AHM OSHC Hospital Excess

AHM OSHC, underwritten by Medibank Private, mirrors the Medibank excess structure with $0, $250, and $500 options for single policies. Premiums are slightly lower than Medibank. A single student on a 12-month AHM OSHC policy with $0 excess pays $627.00 annually. The $250 excess policy costs $561.00, and the $500 excess policy costs $505.00. AHM waives the excess for same-day admissions and accident-related treatment but does not extend the waiver to psychiatric admissions, unlike its Medibank parent brand.

Cost Comparison Table for Single Student 12-Month Policies (Effective 1 January 2025)

Provider$0 Excess Annual Premium$250 Excess Annual Premium$500 Excess Annual Premium
Allianz$639.00Not offered$529.00
BupaNot offered (standard)Not offered$561.60
Bupa Plus$665.40Not offeredNot offered
Medibank$654.00$586.00$529.00
nibNot offered (standard)Not offered$526.80
nib Plus$698.40Not offeredNot offered
AHM$627.00$561.00$505.00

Premiums sourced from privatehealth.gov.au OSHC comparison tool, accessed 12 March 2025. All premiums are for a single student aged under 30 on a 12-month policy with hospital and medical coverage.

Actionable Takeaways for International Students

  1. Check your university’s mandated excess level before purchasing OSHC. The University of Melbourne requires $0 excess. Monash University requires $0 excess for health sciences students. Purchasing a $500 excess policy and then being forced to upgrade will cost more in administrative hassle than the premium saving. The university’s international student compliance page is the authoritative source, updated annually in November or January.

  2. If you choose a $500 excess policy, keep $500 in a dedicated savings account. The excess is payable at admission, not at discharge. Private hospitals may ask for payment or a credit card authorisation before elective surgery. A student without available funds may face delayed treatment or transfer to the public system as a public patient, losing the ability to choose their doctor.

  3. Understand that same-day procedures carry no excess. Wisdom tooth extraction, colonoscopy, and arthroscopic knee surgery are common among the student demographic and are typically performed as day surgery. The $500 excess does not apply. This reduces the risk of choosing a higher excess policy for students who anticipate only day surgery procedures.
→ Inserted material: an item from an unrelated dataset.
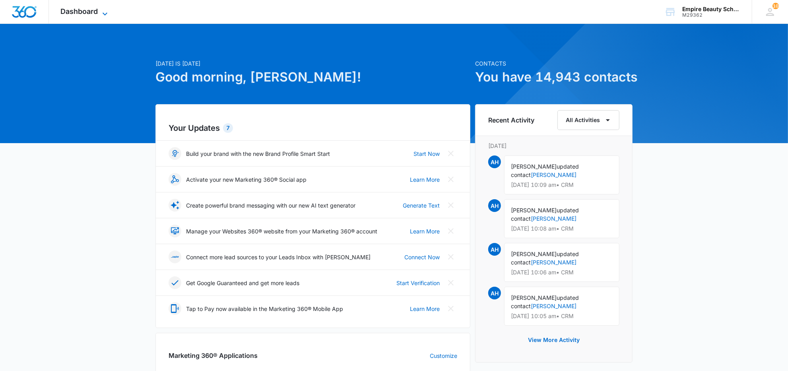 The image size is (788, 371). What do you see at coordinates (258, 153) in the screenshot?
I see `p: Build your brand with the new Brand Profile Smart Start` at bounding box center [258, 153].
  4. Accident-related admissions are excess-free for 12 months. Allianz, Bupa, Medibank, nib, and AHM all waive the excess for accident-related treatment within 12 months of the accident. Document the accident date and circumstances at the first point of medical contact. The exemption applies automatically, but Allianz may request supporting documentation if the claim coding does not clearly indicate an accident cause.

  5. Compare the annual premium difference, not just the excess amount. The $110.00 annual saving on Allianz with a $500 excess versus $0 excess represents a 17.2% premium reduction. A student who is admitted to hospital once in three years and pays one $500 excess is financially ahead compared with paying $330.00 in additional premiums over the same period. Students with pre-existing conditions that may require planned admissions should default to $0 excess. Students in good health with no planned procedures can reasonably consider the $500 excess as a cost-saving measure.